Cosmological Expansion (FLRW)

The Friedmann equation for a spatially flat universe with matter density Ω_m and cosmological constant Ω_Λ = 1 − Ω_m gives H(a) = H₀ √(Ω_m a⁻³ + Ω_Λ). Integrating dt = da/(aH) yields cosmic time vs scale factor; integrating χ = ∫ c dt/a = ∫ c da/(a²H) gives the comoving radius of the particle horizon. The Hubble length c/H is shown for comparison: it is not the same as the particle horizon. This toy integrator is for qualitative teaching, not Planck-level parameter estimation.

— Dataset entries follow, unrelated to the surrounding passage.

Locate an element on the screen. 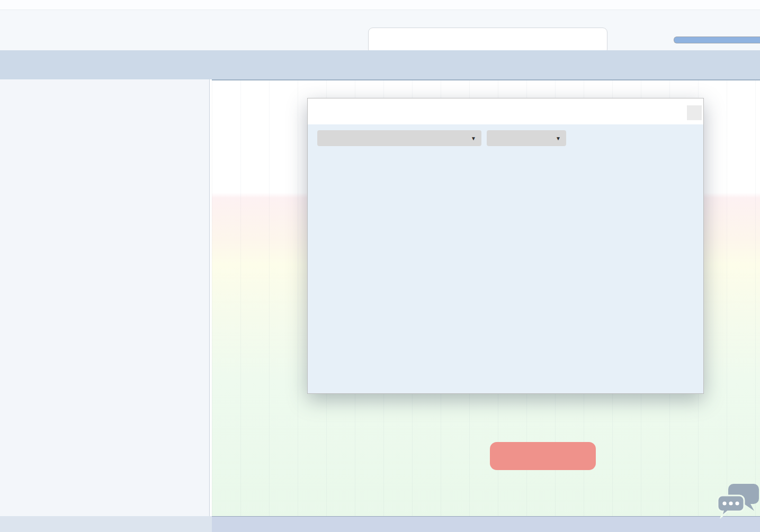 The height and width of the screenshot is (532, 760). chat-widget is located at coordinates (738, 502).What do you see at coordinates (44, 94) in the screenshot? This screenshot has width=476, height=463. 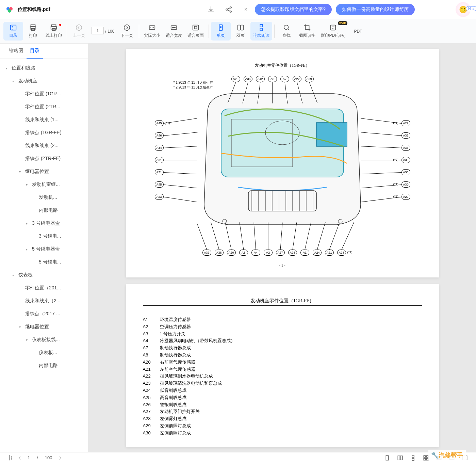 I see `outline-item: ▸零件位置 (1GR...` at bounding box center [44, 94].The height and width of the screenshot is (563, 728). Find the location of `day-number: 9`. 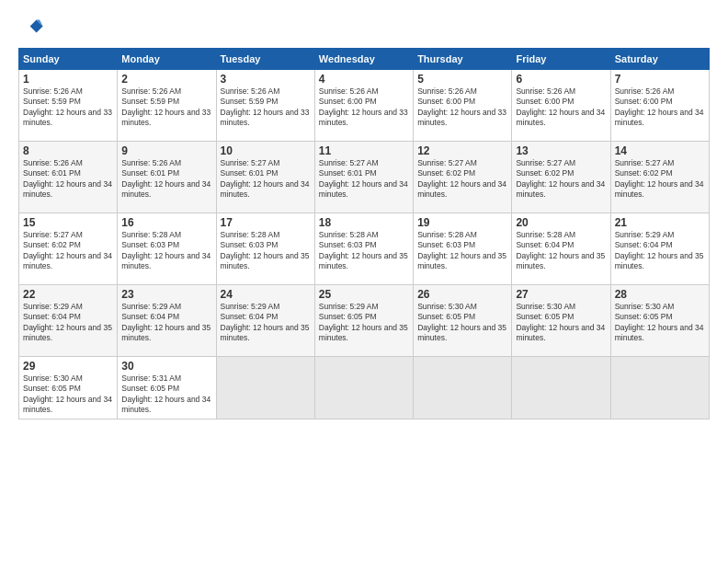

day-number: 9 is located at coordinates (166, 151).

Who it's for: After redshift Doppler and cosmic distance ladder; before rigorous CMB physics.

Key terms

  • scale factor
  • redshift
  • FLRW
  • particle horizon
  • Hubble length

How it works

**Homogeneous isotropic** expansion is modeled with a **scale factor** **a(t)** (set to **1 today**). **Redshift** is **z = 1/a − 1** when photons left a source. In **flat** FRW with only matter and **Λ**, **Ω_m + Ω_Λ = 1**. The **comoving particle horizon** **χ** is how far light could have traveled since the hot early universe (integral of **c dt/a**); it is **not** the same as **c/H**, though both grow with time in Λ-dominated eras. This page **integrates** Friedmann kinematics for teaching; it is **not** a substitute for CMB/ladder precision cosmology.

Key equations

H² = H₀² (Ω_m a⁻³ + Ω_Λ), flat: Ω_Λ = 1 − Ω_m
dt = da / (a H(a)), χ = ∫ c dt / a = ∫ c da / (a² H)
z = 1/a − 1 (today a = 1)

Frequently asked questions

Why does χ differ from c/H?
c/H is a local expansion timescale distance. The particle horizon involves the full integral of c/a back to the early universe and typically grows to many times c/H today in ΛCDM.
Where is radiation?
Omitted for simplicity; at z ≫ 10³ radiation matters for precision, but the schematic curves here are dominated by matter and Λ for late-time display.